Chapter Five
Danika
Danika knows, of course.
The moment she sees the girl Cami is paired with, Danika knows it’s Kim’s daughter. Bella. She has the same face shape, and the way she hunches her shoulders as she listens to the coach is exactly like Cami. It’s disconcerting, and more than that—it’s throwing everything Kim said front and centre in her mind.
But she still can’t confront it and what it means. She shies away from it, forces her thoughts onto what she’ll cook for dinner tonight and what she’ll get her dad for his birthday, because mentally debating plants and shirts and car-cleaning kits means she doesn’t have to think about the kid on the soccer field who looks so like Cami—and the reason for that.
But as Cami and Bella run across in front of her, it’s like seeing a mirror that shows only the truth.
The girls are obviously enjoying playing with each other, and at the end of the exercise, they exchange big grins.
Danika’s eyes burn with unshed tears. Is Kim actually correct? She touches her temples with her fingertips as if she can pull the truth out in silver skeins. She glances over her shoulder to where Kim sits. The line fromCasablancaabout all the gin joints in all the towns leaps into her head. Except this isn’t hergin joint any more than it’s Kim’s. It’s just bad luck they both have soccer-mad girls, and the best holiday soccer school is this one.
She’s been on a knife-edge ever since she turned around in the café to find Kim behind her, staring at her with a stunned look on her face. As she walked away, her hand shook so much the coffee slopped out of the mug onto her jeans.
Danika gets up. Sitting here with her thoughts skewering her brain is killing her. She glances at her phone. Only another thirty minutes to go. She pockets her phone and sets off on a walk around the outside of the field.
“Did you enjoy yourself?” Danika checks on Cami in the rearview mirror. She’s quiet and staring out the window. Tired, probably.
“Yeah, it was awesome. Did you watch me?” Cami asks.
“I did. Sylvie, too. Both of you were fantastic.”
“I loved playing with different kids,” Sylvie says. “But my partner was Cal, and he trod on my toes and said girls can’t play soccer.”
“He’s wrong,” Danika says. “I saw you wiggle past him like greased lightning.”
Sylvie giggles. “Yeah!”
“Who were you playing with, Cami?” Danika asks. She grips the steering wheel tighter and forces herself to concentrate on the road, rather than watching her daughter in the rearview mirror.
“Bella. She’s cool. I like her.”
“Where does she live?” Danika waits for the answer although she’s sure she knows already.
“Dunno. By the beach somewhere. What’s for dinner?”
“Spag bol,” Danika says. The air whistles out of her nose, and her fingers loosen their grip. Of course Cami wouldn’t think to question why she looks like Bella—kids don’t think like that. And she’s sure Kim wouldn’t have said anything to Bella—why would a mother make her daughter question everything she’d ever known? She wouldn’t. She turns the radio on to drown out the questions in her head.
Danika gets to soccer school ten minutes early the next morning. The kids run off to the clubhouse. Danika looks around and spots a mum she talked with yesterday. Andi lives locally, and her stepdaughter, Noa, plays at this club. Andi seems impervious to the cold—she’s wearing a shirt with the sleeves rolled to her elbows. A complicated black tattoo winds down to her wrist. She’s not staying today, she says, but her partner Sarah will be here late morning.
Danika knows when Kim arrives. There’s a change in the air, a subtle vibration, as if Danika is now attuned to Kim. Or maybe it’s fear; the prey sensing the predator.
Kim glances her way, then looks away quickly and goes to sit halfway up the stand, where she sat the day before.
Danika bites her lip. Last night, lying awake staring out of the window at the sparse branches of the pink ash, it had seemed insurmountable. In the shower this morning, it had become so obvious. But it’s one thing to decide what to do; it’s quite another to actually do it.
She waits until the kids have come out of the clubhouse and paired, this time for a tag-team competition of footwork drills. Cami is paired with Bella again, and she wonders if it’s coincidence or if the kids requested it.
Then, when she’s sure Cami won’t be giving her a single thought, she stands and climbs up the stand to where Kim is sitting.
Kim is alone, leaning back, staring out at the kids on the pitch. Does she know her daughter is paired with Cami? Probably. Kim seems to know many things. She holds so much knowledge—and Danika’s peace of mind—in her hands.
Danika stops a short distance away. Her heart pounds in her throat, and nausea roils in her stomach. How should she approach Kim? After their previous meeting, she can hardly plop down on the bench next to her with a breezy hello and a comment about how cold it is.
Kim glances across. Her lips tremble, then she looks away, back to the kids.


#### Work request:
Every line from the one with "in the image." to the end of the listing below must be printed exactly, with no other text and no pictures.

#### Records for this exercise:
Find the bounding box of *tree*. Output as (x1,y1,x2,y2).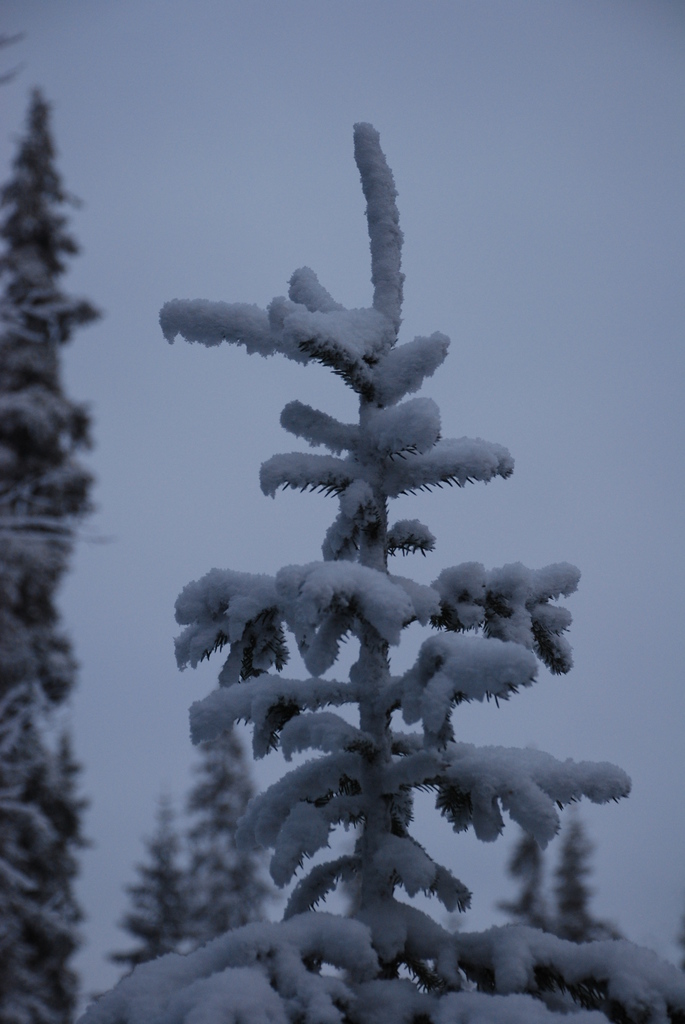
(0,1,31,106).
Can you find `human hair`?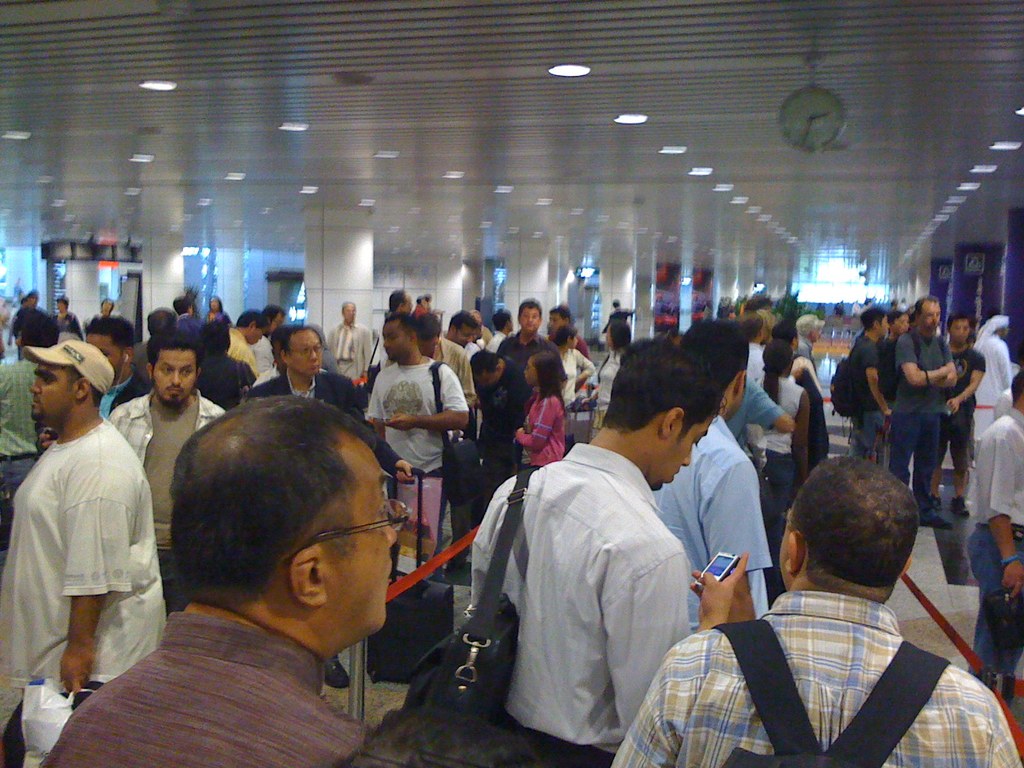
Yes, bounding box: bbox(17, 311, 57, 349).
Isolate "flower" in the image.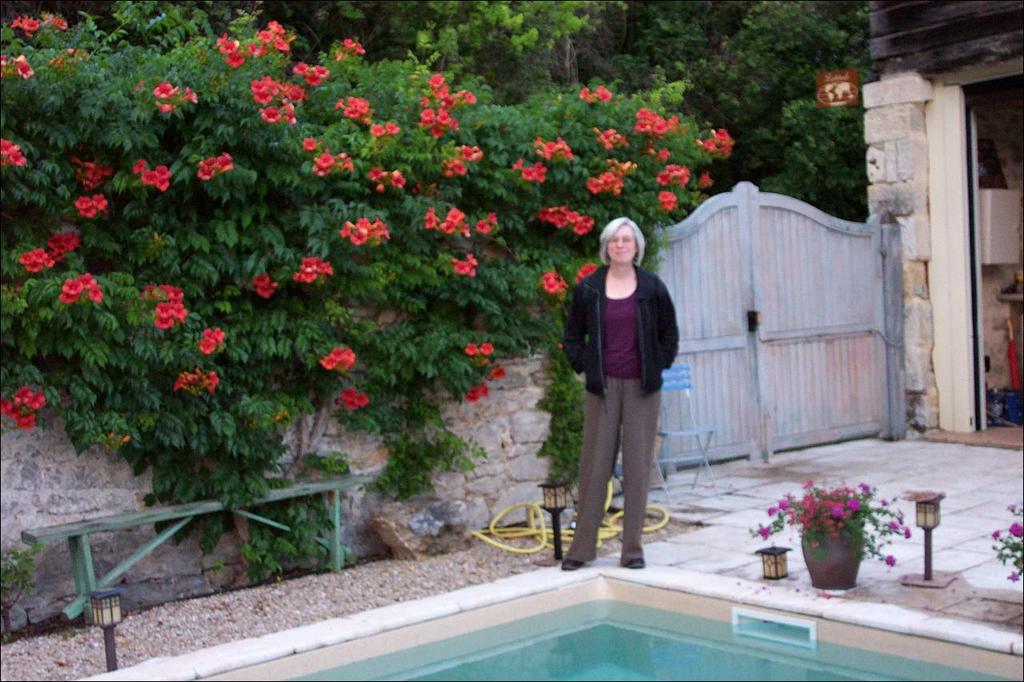
Isolated region: 0:141:16:167.
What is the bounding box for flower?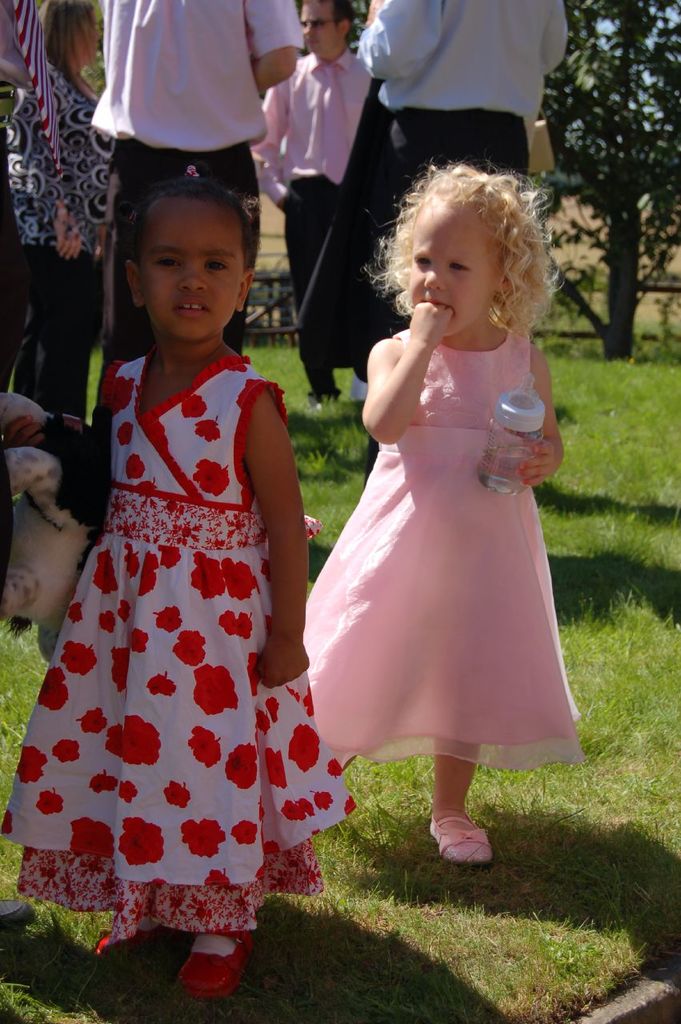
132,480,158,494.
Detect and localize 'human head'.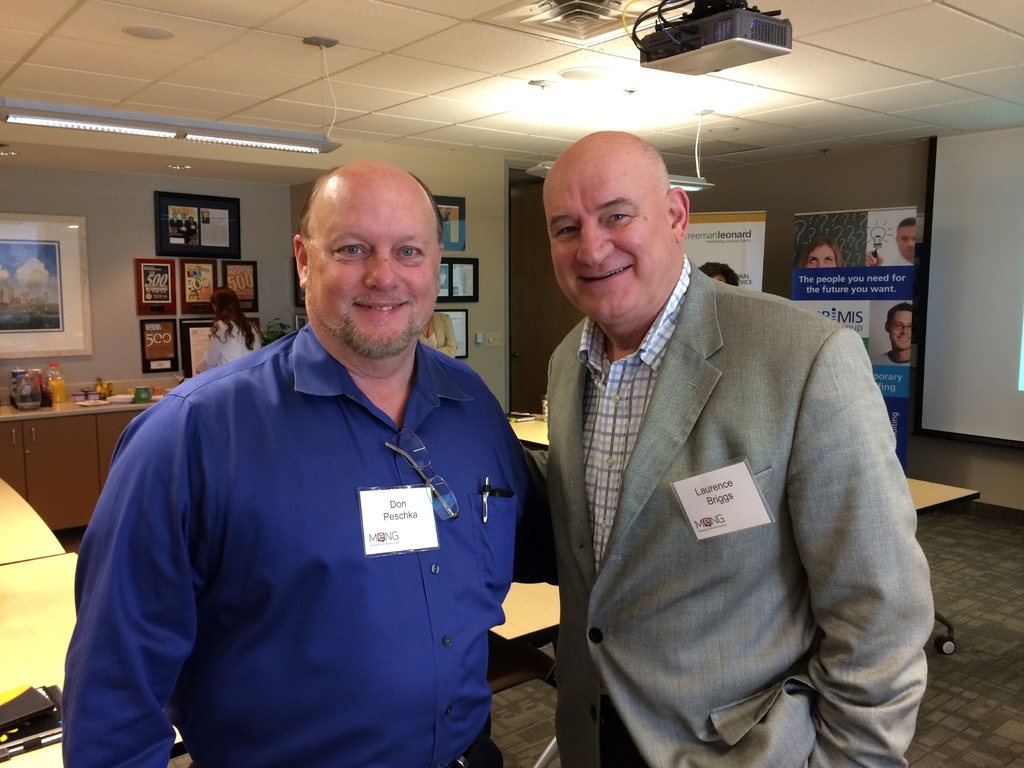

#### Exercise solution:
Isolate "flower" in the image.
Isolated region: 0:141:16:167.
What is the bounding box for flower?
132,480,158,494.
Detect and localize 'human head'.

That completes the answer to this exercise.